Bremen Cotton Exchange
The Bremen Cotton Exchange (German: Bremer Baumwollbörse) was built in 1902 on the market square in Bremen, Germany, to house the offices of the city's cotton exchange founded in 1872. Johann Poppe's Neo-Renaissance facades and carefully finished interiors can still be seen today.[1][2]
Background
Since 1788, when it first arrived in Bremen on emigrant ships returning from North America, cotton has been an important commodity for the city. In 1894, over a million bales of cotton were unloaded, reaching a maximum of 2.6 million bales in 1927.[3] In 1872, the Committee for the Cotton Trade (Komité für den Baumwollhandel) was created to promote the interests of those involved in the cotton market. Banks, shipping companies, cotton mills and insurance companies later became members too. In 1900, work began on the construction of the Cotton Exchange Building in the centre of Bremen.[4] The exchange allowed the trading of Futures in 1914. but the First World War and the ensuing inflation prevented their re-establishment until 1926.

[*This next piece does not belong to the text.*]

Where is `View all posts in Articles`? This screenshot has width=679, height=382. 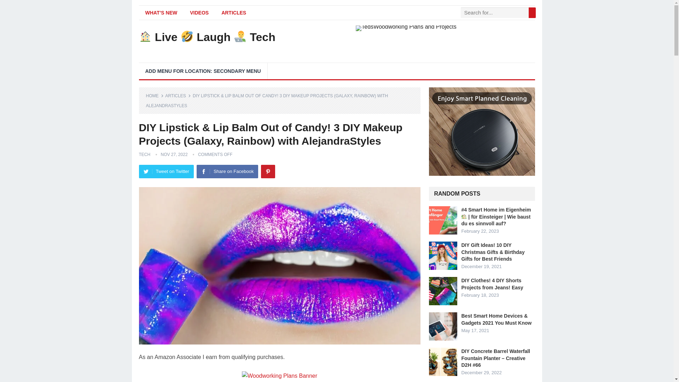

The exchange closed again for the Second World War. During the war, the rear part of the building was destroyed in RAF bombing attacks on Bremen, and the steeple-like tower in front was severely damaged and later pulled down. After repairs, the exchange reopened in 1956.[5] In 1961, a multistory parking garage was built where the rear part of the building had been.

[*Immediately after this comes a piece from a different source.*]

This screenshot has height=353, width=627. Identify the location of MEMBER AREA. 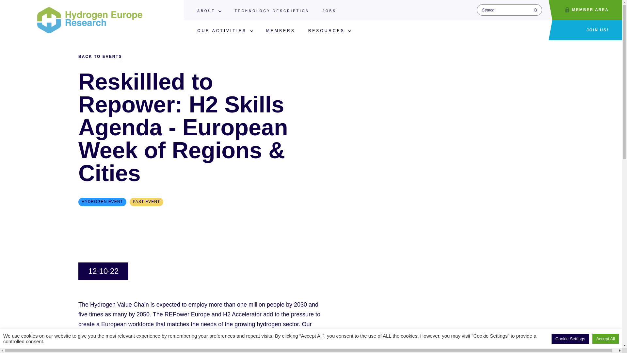
(585, 10).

Even today, the "Rules of the Bremen Cotton Exchange" serve as a useful reference in drawing up contracts and solving disputes in the international cotton market.[2] The Bremer Baumwollbörse still has over 200 members (2014) but its offices are now in Wachtstraße.[6]
Architecture
Johann Poppe (1837–1915), who had gained a reputation for his skill in designing some of Bremen's large public buildings including the waterworks (1873) and the library (1896), was selected as the architect for the Cotton Exchange. Located on the corner of Wachtstraße and the Marktplatz, the building which originally had five storeys was completed in 1902. It combined the latest structural techniques (becoming Bremen's first steel-framed building) with a high degree of functionality and an imposing Neo-Renaissance facade.[7] The architecture critic Walter Müller-Wulckow described the Bremen Cotton Exchange, which started to shed its profuse ornamentation after exposure to the elements, as the "crassest" manifestation of "cancerous" building styles.[8] As a result of weathering, the richly decorated outer walls of sandstone had to be almost completely renewed from 1922 to 1924 under the supervision of Otto Blendermann.[7]
Its carefully designed interiors can still be seen today. Of particular note are the stairway with railings by Hermann Prell and the glass mosaics in the main entrance by Puhl & Wagner.[1]
- Staircase
- Entrance hall mosaics
- Mosaic detail
- Ground-floor corridor
- Relief
References
- "Database Landesamt für Denkmalpflege Bremen". (in German)
- "Bremer Baumwollbörse Bremen Cotton Exchange". International Cotton Advisory Committee. Archived from the original on 4 March 2014. Retrieved 8 February 2014.
- "Trade City by the River: Cotton in Bremen". Übersee-Museum. Archived from the original on 11 December 2013. Retrieved 8 February 2014.
- "Bremen Cotton Exchange / Data of history". Bremen Baumwollbörse. Retrieved 8 February 2014.
- Committee, the Secretariat of the International Cotton Advisory, ed. (2005). CTM cotton trading manual. Boca Raton: CRC Press. p. 267. ISBN 1845690923.
- International Cotton Advisory Group Archived 2014-03-04 at the Wayback Machine, icac.org, retrieved 11 February 2014
- "Tag des offenen Denkmals am Sonntag, 9. September 2012: Baumwollbörse". Bremen: Landesamt für Denkmalpflege. Retrieved 8 February 2014.
- Die Bremer Baumwollbörse ist das krasseste Beispiel dieser Art, von deren Formenfülle schon kurz nach der Vollendung abblätternde Ornamente Passanten erschlagend herabstürzten und auf diese geradezu groteske Weise die Krebsschäden unserer Baupraxis gezeigt haben. - "The crassest example of this kind is the Bremen Cotton Exchange, decorations from it having peeled off beginning soon after completion, to fall and strike passersby and in this utterly grotesque manner demonstrate the cancerous lesions of our mode of building." Cited in Heinz Stoffregen, 1879–1929: Architektur zwischen Tradition und Avantgarde, ed. Nils Aschenbeck, Braunschweig: Vieweg, 1990, ISBN 978-3-528-08746-3, p. 11.